What cameras do you use? Canon 35mm SLR, Lubitel2, Kiev90, Holga, Polaroid

What was your very first camera?  Zenit.

Tell me a little about how you got into photography? I guess photography has always been somewhere in the background. Growing up my father was developing his own film in our bathroom and my uncle was printing his own pictures. We had quite a few photography books in the house. My favourite one that I used to look through again and again was of black and white portraits and street photography by Vilhelm Mihailovskis. Looking at them felt somehow magical. I went to a private school with strong focus on Art and Humanities and graduated School Of Art. That’s probably where my initial perception and sense for image evolved. Taking pictures in a way has always been parallel to painting and drawing but somehow I never considered it as a form of self expression. I’m still constantly finding my self in the world of photography.

Why choose analogue photography? Photography is one to me, I don’t distinguish between analogue or digital, at the end it’s the subject that matters. I started taking pictures using film and so I guess I haven’t moved on but in truth digital somehow doesn’t affect me in the same way as film does. Maybe one day it will. I also love the process of developing and printing in darkroom, it’s very different and special, in a way almost calming to me. Unfortunately working in a darkroom is becoming somewhat of a luxury to me.

What are your influences and who are some of your favourite photographers? Andrei Tarkovsky has always inspired me and still does in a very special way, helps me to introspect. I think life in general is the main influence. They are small things like music, theatre or having read a good book.

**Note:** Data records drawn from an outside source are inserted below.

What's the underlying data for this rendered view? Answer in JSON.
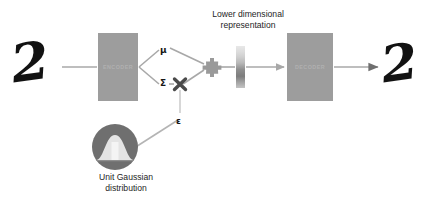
{
  "diagram": {
    "background_color": "#ffffff",
    "box_color": "#9d9d9d",
    "line_color": "#a8a8a8",
    "digit_color": "#121212"
  },
  "input": {
    "name": "input-handwritten-digit",
    "glyph": "2"
  },
  "output": {
    "name": "output-handwritten-digit",
    "glyph": "2"
  },
  "encoder": {
    "label": "ENCODER"
  },
  "decoder": {
    "label": "DECODER"
  },
  "latent": {
    "caption_line_1": "Lower dimensional",
    "caption_line_2": "representation",
    "caption": "Lower dimensional representation"
  },
  "parameters": {
    "mu": "μ",
    "sigma": "Σ",
    "epsilon": "ε"
  },
  "operators": {
    "multiply": "multiply-node",
    "sum": "sum-node"
  },
  "gaussian": {
    "caption_line_1": "Unit Gaussian",
    "caption_line_2": "distribution",
    "caption": "Unit Gaussian distribution",
    "icon": "gaussian-bell-curve-icon"
  }
}
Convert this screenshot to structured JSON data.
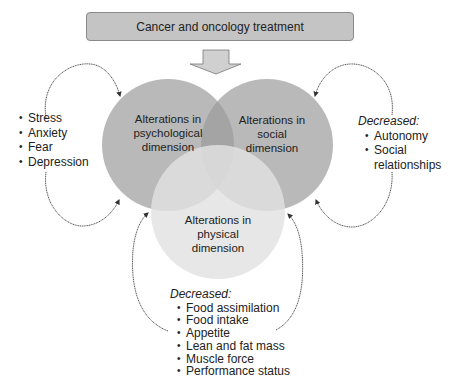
{
  "top_box": {
    "label": "Cancer and oncology treatment",
    "fill": "#c4c4c4"
  },
  "circles": [
    {
      "id": "psychological",
      "label_lines": [
        "Alterations in",
        "psychological",
        "dimension"
      ],
      "fill": "#b9b9b9"
    },
    {
      "id": "social",
      "label_lines": [
        "Alterations in",
        "social",
        "dimension"
      ],
      "fill": "#b9b9b9"
    },
    {
      "id": "physical",
      "label_lines": [
        "Alterations in",
        "physical",
        "dimension"
      ],
      "fill": "#d6d6d6"
    }
  ],
  "left_list": {
    "items": [
      "Stress",
      "Anxiety",
      "Fear",
      "Depression"
    ]
  },
  "right_list": {
    "heading": "Decreased:",
    "items": [
      "Autonomy",
      "Social",
      "relationships"
    ]
  },
  "bottom_list": {
    "heading": "Decreased:",
    "items": [
      "Food assimilation",
      "Food intake",
      "Appetite",
      "Lean and fat mass",
      "Muscle force",
      "Performance status"
    ]
  },
  "colors": {
    "overlap_lens": "#a4a4a4",
    "arrow_fill": "#d0d0d0",
    "line": "#555555"
  }
}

They are the small moments of life that inspire me. I love Dali, Maija Tabaka, Otto Dix, Sandra Flood, – their work has that endlessness and compelling emotion that attracts and inspires me. Same in the literature- Gogol, Turgenef, Tolstoy, Mikhail Bulgakov, Proust, Knut Hamsun, Franz Kafka, Virginia Woolf. My influences among photographers are Francesca Woodman, Sally Mann, Diane Arbus, Antoine D’Agata, Vee Sppers. I have great respect and admiration for Stanley Greene as photographer.

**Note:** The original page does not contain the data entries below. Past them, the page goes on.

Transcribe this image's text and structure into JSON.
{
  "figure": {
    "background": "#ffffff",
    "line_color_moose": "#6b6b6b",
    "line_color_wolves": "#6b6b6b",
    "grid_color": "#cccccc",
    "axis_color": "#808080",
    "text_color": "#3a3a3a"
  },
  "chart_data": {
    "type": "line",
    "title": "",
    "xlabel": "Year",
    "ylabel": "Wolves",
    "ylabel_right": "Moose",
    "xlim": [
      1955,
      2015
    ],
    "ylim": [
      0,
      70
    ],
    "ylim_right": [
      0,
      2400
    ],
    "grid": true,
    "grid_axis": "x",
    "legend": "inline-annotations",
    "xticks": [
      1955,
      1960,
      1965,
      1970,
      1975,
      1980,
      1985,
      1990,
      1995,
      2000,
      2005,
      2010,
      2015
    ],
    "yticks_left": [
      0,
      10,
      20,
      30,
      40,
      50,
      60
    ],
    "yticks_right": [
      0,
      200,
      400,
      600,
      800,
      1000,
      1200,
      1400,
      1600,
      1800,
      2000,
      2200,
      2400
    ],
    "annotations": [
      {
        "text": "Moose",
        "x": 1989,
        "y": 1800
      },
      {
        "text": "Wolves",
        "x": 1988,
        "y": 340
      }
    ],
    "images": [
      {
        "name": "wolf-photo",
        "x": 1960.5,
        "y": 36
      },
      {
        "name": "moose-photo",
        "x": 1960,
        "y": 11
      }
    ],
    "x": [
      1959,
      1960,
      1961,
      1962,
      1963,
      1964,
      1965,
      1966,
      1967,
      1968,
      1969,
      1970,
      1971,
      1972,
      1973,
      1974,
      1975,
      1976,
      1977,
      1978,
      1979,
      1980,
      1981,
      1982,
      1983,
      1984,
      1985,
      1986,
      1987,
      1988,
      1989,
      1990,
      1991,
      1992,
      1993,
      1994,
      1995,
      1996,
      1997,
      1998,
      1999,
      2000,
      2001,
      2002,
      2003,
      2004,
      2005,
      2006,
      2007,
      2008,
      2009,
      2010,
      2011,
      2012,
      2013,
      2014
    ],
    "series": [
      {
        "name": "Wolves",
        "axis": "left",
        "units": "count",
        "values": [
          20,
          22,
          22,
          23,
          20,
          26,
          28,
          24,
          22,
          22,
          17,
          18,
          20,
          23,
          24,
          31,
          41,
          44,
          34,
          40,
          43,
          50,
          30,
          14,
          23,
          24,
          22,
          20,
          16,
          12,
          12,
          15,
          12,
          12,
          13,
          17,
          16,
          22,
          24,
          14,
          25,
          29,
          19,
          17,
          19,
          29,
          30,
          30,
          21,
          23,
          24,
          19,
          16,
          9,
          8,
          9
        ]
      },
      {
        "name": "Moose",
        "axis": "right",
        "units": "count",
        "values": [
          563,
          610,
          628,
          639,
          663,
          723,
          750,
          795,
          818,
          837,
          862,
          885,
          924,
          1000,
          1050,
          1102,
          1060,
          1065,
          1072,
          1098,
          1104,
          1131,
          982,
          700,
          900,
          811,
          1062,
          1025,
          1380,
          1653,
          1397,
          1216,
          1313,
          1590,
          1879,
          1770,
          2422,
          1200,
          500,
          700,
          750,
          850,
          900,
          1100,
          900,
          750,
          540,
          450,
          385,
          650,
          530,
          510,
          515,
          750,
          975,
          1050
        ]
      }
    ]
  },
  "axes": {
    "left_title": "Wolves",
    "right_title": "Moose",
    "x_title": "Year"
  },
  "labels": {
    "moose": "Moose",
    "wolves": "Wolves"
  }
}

What would your dream photography day be like? Who/what/where would you shoot? I don’t think I have a dream day as such, a dream camera –yes or a day where I would have plenty of my own space? It’s the end result that means the most to me, the process it self matters only to a certain point but not to extent that I have an ultimate fixed dream. But then again I don’t say my dreams out loud for they will not come true.

Untitled by Sanda Galina

Untitled by Sanda Galina

Untitled by Sanda Galina

Untitled by Sanda Galina

Untitled by Sanda Galina

To see more of Sanda’s work go to  Sanda Galina on Flickr.